Sunday, July 15, 2007
No More 'Poodling' to USA
Relations with the US are currently undergoing rapid change and the state of policy flux is fascinating for observers of how policy is made and evolves. We have seen a number of moves by Brown's government- one allows the benefit of the doubt that they were choreographed- which have sought to establish a distance between us and our superpower 'cousin'.
1. Appointment of David Miliband as Foreign Secretary: Miliband was known to be less than lukewarm towards Iraq and was opposed to following the pro Israel US line over the 2006 Hezbullah War.
2. Speech by Douglas Alexander in US: this speech by the young cabinet member was widely seen as a criticism of US unilateralism and wider foreign policy.
3. Lord Malloch -Brown's Telegraph interview was similarily interpreted as an attack on US foreign policy when the former UN official suggested we should no longer be 'joined at the hip' to the USA.
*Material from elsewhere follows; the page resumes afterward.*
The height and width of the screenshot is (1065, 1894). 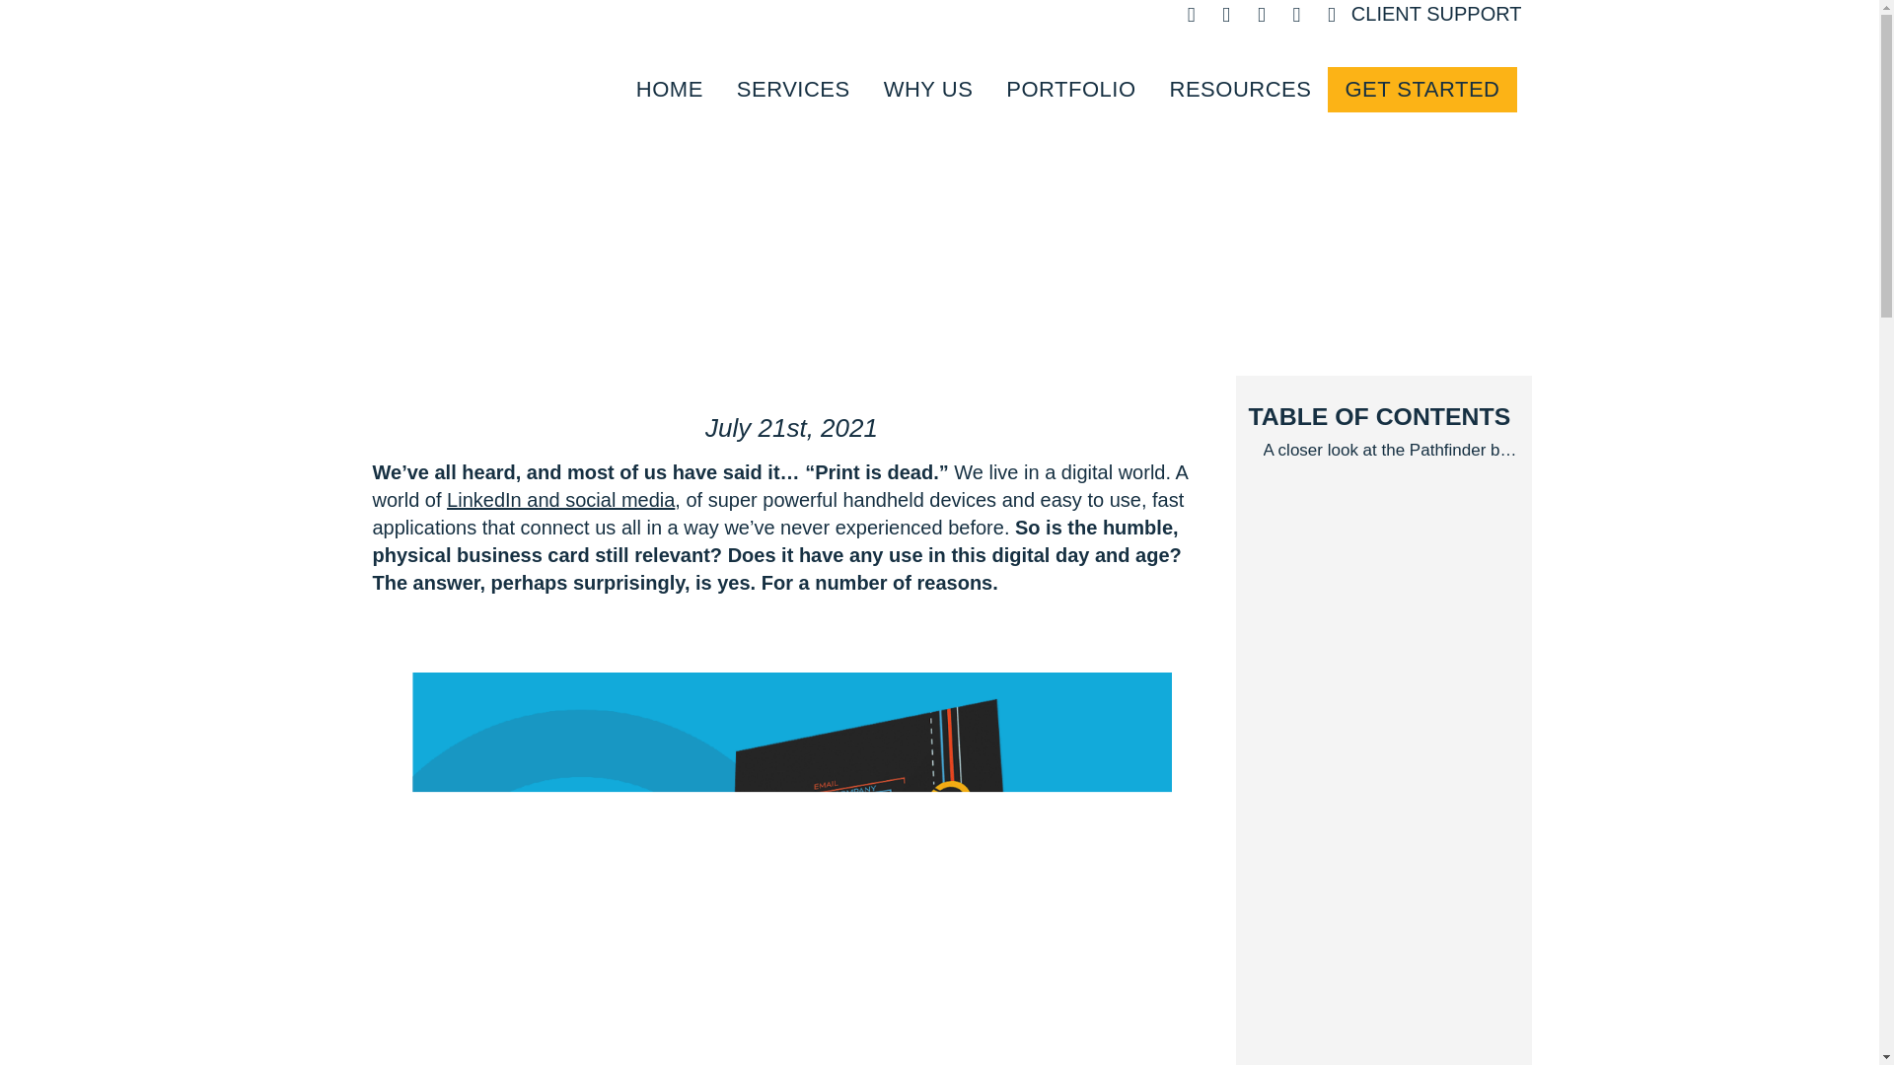 What do you see at coordinates (929, 93) in the screenshot?
I see `WHY US` at bounding box center [929, 93].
Taken together, these three items indicate a marked shift of emphasis away from the Tony Blair policy of 'hugging close' to the US alliance. Too close for the comfort of the majority of those who live within these shores, if the spontaneous eruptions of approval in cinemas all over the country when Hugh Grant's British PM in Love Actually refused to be bullied by Billy Bob Thornton's over-bearing US President, are to be believed. But as the Observer's leader points out today, we still need the relationship if we are to continue being a player at the top tables and Gordon Brown is well aware of this too. Hence his memo to Cabinet in the wake of Alexander's speech stating:
'We will not allow people to separate us from the United States in dealing with the common challenges we face around the world.'
Messy policy muddle or subtly nuanced messages? A bit of both, of course, but more of the latter than the former. Brown has been able to establish signals of his desire for distance to audiences on both sides of the Atlantic and they remain potent, despite his public disavowal of their meaning. He has pulled the old lawyer's trick of introducing a forbidden piece of evidence into proceedings the import of which remains with the jury despite being over-ruled by the judge.
Sometime in the future, in his own time, Brown will probably make a speech on foreign policy which will almost certainly reinforce his commitment to the alliance with the US. It may well also indicate he will plough a more independent furrow than his predecessor, but in Washington the message will already have been digested: no more 'poodling' to the White House.